Wednesday, June 22, 2016

Fight 5.2

     The shouting came from the white house to my right. They were all white houses, or off white houses. It was St Patrick’s Day and a Thursday and about 10 pm. Albany was already drunk. Children crossed slowly in the middle of the street, cop cars idled at stoplights, and the fluorescent lights of the dollar pizza place on the corner illuminated a swarm of white legs like moths around a porch light.
    All the houses looked the same. Full recycling cans sat on the island of grass between the street and the cracked sidewalk. The shouting came from the house with the garage in the back of the driveway with its lights on. I could make out a small gathering of people I couldn’t see but for the red light of a burning spliff.
     We were walking to the bar I believe. My friends moved ahead, their arms swaying but I stopped to listen to the man yell at this girl. I stopped and tapped the toe of my boots on the cement. It was warm for March but I still shivered in my t-shirt.
      He was screaming now.

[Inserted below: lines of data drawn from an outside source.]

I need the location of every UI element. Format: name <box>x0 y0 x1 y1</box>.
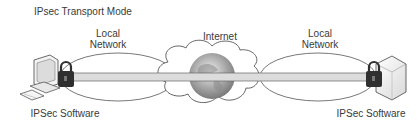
lock-right-icon <box>366 62 382 87</box>
desktop-computer-icon <box>20 55 60 100</box>
ipsec-tunnel-bar <box>58 73 374 81</box>
internet-cloud-icon <box>158 40 259 102</box>
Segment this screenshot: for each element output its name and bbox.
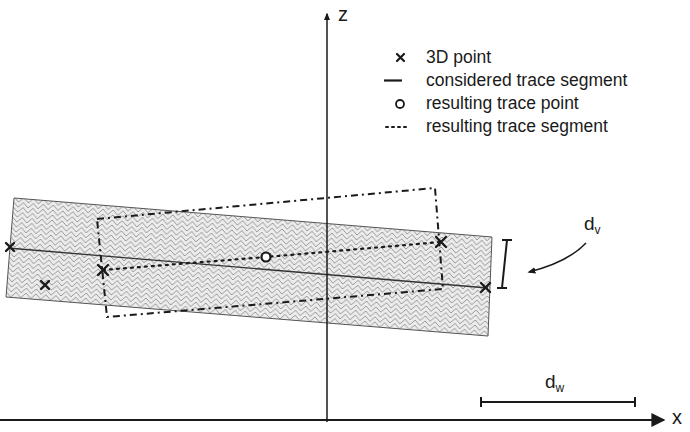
legend-item-considered-segment: considered trace segment bbox=[384, 69, 627, 92]
dv-curved-arrow bbox=[529, 243, 586, 272]
solid-line-icon bbox=[384, 69, 422, 92]
legend-item-trace-point: resulting trace point bbox=[384, 92, 627, 115]
cross-icon bbox=[384, 46, 422, 69]
trace-band bbox=[6, 198, 492, 336]
dv-label: dv bbox=[584, 213, 601, 237]
dv-dimension-bar bbox=[497, 240, 512, 288]
z-axis-label: z bbox=[338, 3, 348, 26]
dotted-line-icon bbox=[384, 115, 422, 138]
legend-item-3d-point: 3D point bbox=[384, 46, 627, 69]
circle-icon bbox=[384, 92, 422, 115]
dw-dimension-bar bbox=[481, 397, 635, 407]
legend-item-trace-segment: resulting trace segment bbox=[384, 115, 627, 138]
resulting-trace-point bbox=[262, 253, 271, 262]
dw-label: dw bbox=[545, 371, 564, 395]
legend: 3D point considered trace segment result… bbox=[384, 46, 627, 138]
x-axis-label: x bbox=[672, 406, 682, 429]
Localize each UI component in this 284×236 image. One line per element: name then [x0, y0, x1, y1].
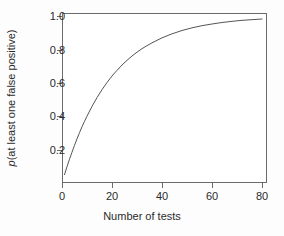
y-tick-label: 1.0	[50, 11, 65, 22]
x-tick-mark	[112, 183, 113, 188]
x-tick-mark	[212, 183, 213, 188]
chart-plot-svg	[62, 13, 267, 183]
y-axis-title: p(at least one false positive)	[5, 30, 17, 167]
x-tick-label: 80	[256, 191, 268, 202]
x-tick-label: 0	[59, 191, 65, 202]
x-tick-label: 60	[206, 191, 218, 202]
x-axis-title: Number of tests	[0, 210, 284, 222]
y-axis-title-p: p	[5, 160, 17, 166]
x-tick-mark	[262, 183, 263, 188]
chart-figure: 0.20.40.60.81.0 020406080 Number of test…	[0, 0, 284, 236]
y-tick-label: 0.4	[50, 111, 65, 122]
x-tick-label: 20	[106, 191, 118, 202]
series-line-false-positive	[65, 19, 263, 175]
y-tick-label: 0.6	[50, 78, 65, 89]
y-axis-title-rest: (at least one false positive)	[5, 30, 17, 161]
y-tick-label: 0.8	[50, 45, 65, 56]
x-tick-label: 40	[156, 191, 168, 202]
y-tick-label: 0.2	[50, 145, 65, 156]
x-tick-mark	[62, 183, 63, 188]
y-axis-title-wrapper: p(at least one false positive)	[2, 0, 20, 196]
x-tick-mark	[162, 183, 163, 188]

Something about her being out late or the dress she was wearing. I can’t remember. I couldn’t see who they were but they had given themselves a considerable distance from their friends, making their way down the driveway and away out of the light. His back was to me. He suddenly got very quite.
     I put the bottle I was walking with down on the lawn. I bopped a bit on my toes.
     “Oh you’re gonna cry like a bitch,” she said. “That’s right. This is how it always goes. I do something and you get upset and cry like a baby. You do not deserve me.”
      He was still backing up and she was right, I could hear him quietly crying. I picked my beer up off the mixture of thin dirt and grass and I left. I walked without really knowing where I was going, I was told the bar was on Edwards but I couldn’t read the signs. She was right. He was crying. A soft whimper, like a dog yipping in its sleep. Its legs twitching slightly but its deep breaths making its chest expand and contract on the floor.

     I wonder why I had left. But all the houses looked the same. So I finished my beer and kept walking.